🤖 AI Summary
This work addresses the susceptibility of large language models to hallucination and systematic bias, particularly exacerbated in Mixture-of-Experts (MoE) architectures due to uneven expert activation. To mitigate these issues, the authors propose Council Mode, a novel multi-agent collaborative decision-making framework structured into three stages: intelligent triage for query routing, parallel generation by heterogeneous state-of-the-art models, and a structured consensus mechanism that integrates overlapping, divergent, and unique perspectives. By explicitly modeling the distribution of multi-agent opinions, Council Mode significantly enhances output truthfulness and fairness—reducing hallucination rates by 35.9% on HaluEval, improving TruthfulQA scores by 7.8 points, and substantially decreasing cross-domain bias variance.
📝 Abstract
Large Language Models (LLMs), particularly those employing Mixture-of-Experts (MoE) architectures, have achieved remarkable capabilities across diverse natural language processing tasks. However, these models frequently suffer from hallucinations -- generating plausible but factually incorrect content -- and exhibit systematic biases that are amplified by uneven expert activation during inference. In this paper, we propose the Council Mode, a novel multi-agent consensus framework that addresses these limitations by dispatching queries to multiple heterogeneous frontier LLMs in parallel and synthesizing their outputs through a dedicated consensus model. The Council pipeline operates in three phases: (1) an intelligent triage classifier that routes queries based on complexity, (2) parallel expert generation across architecturally diverse models, and (3) a structured consensus synthesis that explicitly identifies agreement, disagreement, and unique findings before producing the final response. We implement and evaluate this architecture within an open-source AI workspace. Our comprehensive evaluation across multiple benchmarks demonstrates that the Council Mode achieves a 35.9% relative reduction in hallucination rates on the HaluEval benchmark and a 7.8-point improvement on TruthfulQA compared to the best-performing individual model, while maintaining significantly lower bias variance across domains. We provide the mathematical formulation of the consensus mechanism, detail the system architecture, and present extensive empirical results with ablation studies.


» **Problem description**
When you answer, give every record back exactly as written.

» **Exercise data**
+---+

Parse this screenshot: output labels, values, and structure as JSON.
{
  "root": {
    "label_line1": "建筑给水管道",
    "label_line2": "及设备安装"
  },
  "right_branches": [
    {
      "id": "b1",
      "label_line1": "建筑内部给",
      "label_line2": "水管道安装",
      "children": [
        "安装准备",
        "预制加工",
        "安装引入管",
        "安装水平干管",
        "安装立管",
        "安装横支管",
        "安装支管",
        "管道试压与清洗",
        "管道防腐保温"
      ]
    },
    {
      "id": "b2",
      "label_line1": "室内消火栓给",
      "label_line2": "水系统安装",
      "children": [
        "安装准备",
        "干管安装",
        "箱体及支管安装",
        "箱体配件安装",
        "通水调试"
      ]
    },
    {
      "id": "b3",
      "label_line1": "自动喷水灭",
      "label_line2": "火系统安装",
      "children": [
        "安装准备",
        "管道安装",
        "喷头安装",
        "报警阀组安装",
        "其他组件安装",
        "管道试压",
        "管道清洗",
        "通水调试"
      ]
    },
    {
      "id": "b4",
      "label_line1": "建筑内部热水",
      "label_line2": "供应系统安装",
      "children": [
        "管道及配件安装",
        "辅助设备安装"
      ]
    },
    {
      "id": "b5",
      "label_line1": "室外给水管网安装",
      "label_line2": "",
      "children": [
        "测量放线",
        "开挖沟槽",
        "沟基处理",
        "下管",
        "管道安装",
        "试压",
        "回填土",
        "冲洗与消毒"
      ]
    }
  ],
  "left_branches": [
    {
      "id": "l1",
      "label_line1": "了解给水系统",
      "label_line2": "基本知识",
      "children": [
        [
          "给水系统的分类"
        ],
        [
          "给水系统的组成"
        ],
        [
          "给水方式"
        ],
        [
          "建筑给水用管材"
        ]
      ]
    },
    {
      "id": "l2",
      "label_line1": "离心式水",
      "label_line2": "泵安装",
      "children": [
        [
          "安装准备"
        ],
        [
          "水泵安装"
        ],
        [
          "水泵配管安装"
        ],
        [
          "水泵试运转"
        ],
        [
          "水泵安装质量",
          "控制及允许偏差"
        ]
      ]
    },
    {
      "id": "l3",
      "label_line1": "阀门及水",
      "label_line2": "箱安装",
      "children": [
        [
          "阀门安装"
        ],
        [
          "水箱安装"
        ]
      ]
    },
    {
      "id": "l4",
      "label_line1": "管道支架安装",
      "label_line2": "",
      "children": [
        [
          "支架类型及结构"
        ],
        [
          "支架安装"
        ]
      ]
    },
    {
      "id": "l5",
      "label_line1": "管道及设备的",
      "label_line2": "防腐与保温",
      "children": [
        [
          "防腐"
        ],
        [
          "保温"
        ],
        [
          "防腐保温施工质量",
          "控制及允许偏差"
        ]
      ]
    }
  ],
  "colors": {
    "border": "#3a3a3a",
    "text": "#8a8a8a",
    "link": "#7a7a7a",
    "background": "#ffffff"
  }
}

+---+

» **Solution to this problem**
Parse this screenshot: output labels, values, and structure as JSON.
{
  "root": {
    "label_line1": "建筑给水管道",
    "label_line2": "及设备安装"
  },
  "right_branches": [
    {
      "id": "b1",
      "label_line1": "建筑内部给",
      "label_line2": "水管道安装",
      "children": [
        "安装准备",
        "预制加工",
        "安装引入管",
        "安装水平干管",
        "安装立管",
        "安装横支管",
        "安装支管",
        "管道试压与清洗",
        "管道防腐保温"
      ]
    },
    {
      "id": "b2",
      "label_line1": "室内消火栓给",
      "label_line2": "水系统安装",
      "children": [
        "安装准备",
        "干管安装",
        "箱体及支管安装",
        "箱体配件安装",
        "通水调试"
      ]
    },
    {
      "id": "b3",
      "label_line1": "自动喷水灭",
      "label_line2": "火系统安装",
      "children": [
        "安装准备",
        "管道安装",
        "喷头安装",
        "报警阀组安装",
        "其他组件安装",
        "管道试压",
        "管道清洗",
        "通水调试"
      ]
    },
    {
      "id": "b4",
      "label_line1": "建筑内部热水",
      "label_line2": "供应系统安装",
      "children": [
        "管道及配件安装",
        "辅助设备安装"
      ]
    },
    {
      "id": "b5",
      "label_line1": "室外给水管网安装",
      "label_line2": "",
      "children": [
        "测量放线",
        "开挖沟槽",
        "沟基处理",
        "下管",
        "管道安装",
        "试压",
        "回填土",
        "冲洗与消毒"
      ]
    }
  ],
  "left_branches": [
    {
      "id": "l1",
      "label_line1": "了解给水系统",
      "label_line2": "基本知识",
      "children": [
        [
          "给水系统的分类"
        ],
        [
          "给水系统的组成"
        ],
        [
          "给水方式"
        ],
        [
          "建筑给水用管材"
        ]
      ]
    },
    {
      "id": "l2",
      "label_line1": "离心式水",
      "label_line2": "泵安装",
      "children": [
        [
          "安装准备"
        ],
        [
          "水泵安装"
        ],
        [
          "水泵配管安装"
        ],
        [
          "水泵试运转"
        ],
        [
          "水泵安装质量",
          "控制及允许偏差"
        ]
      ]
    },
    {
      "id": "l3",
      "label_line1": "阀门及水",
      "label_line2": "箱安装",
      "children": [
        [
          "阀门安装"
        ],
        [
          "水箱安装"
        ]
      ]
    },
    {
      "id": "l4",
      "label_line1": "管道支架安装",
      "label_line2": "",
      "children": [
        [
          "支架类型及结构"
        ],
        [
          "支架安装"
        ]
      ]
    },
    {
      "id": "l5",
      "label_line1": "管道及设备的",
      "label_line2": "防腐与保温",
      "children": [
        [
          "防腐"
        ],
        [
          "保温"
        ],
        [
          "防腐保温施工质量",
          "控制及允许偏差"
        ]
      ]
    }
  ],
  "colors": {
    "border": "#3a3a3a",
    "text": "#8a8a8a",
    "link": "#7a7a7a",
    "background": "#ffffff"
  }
}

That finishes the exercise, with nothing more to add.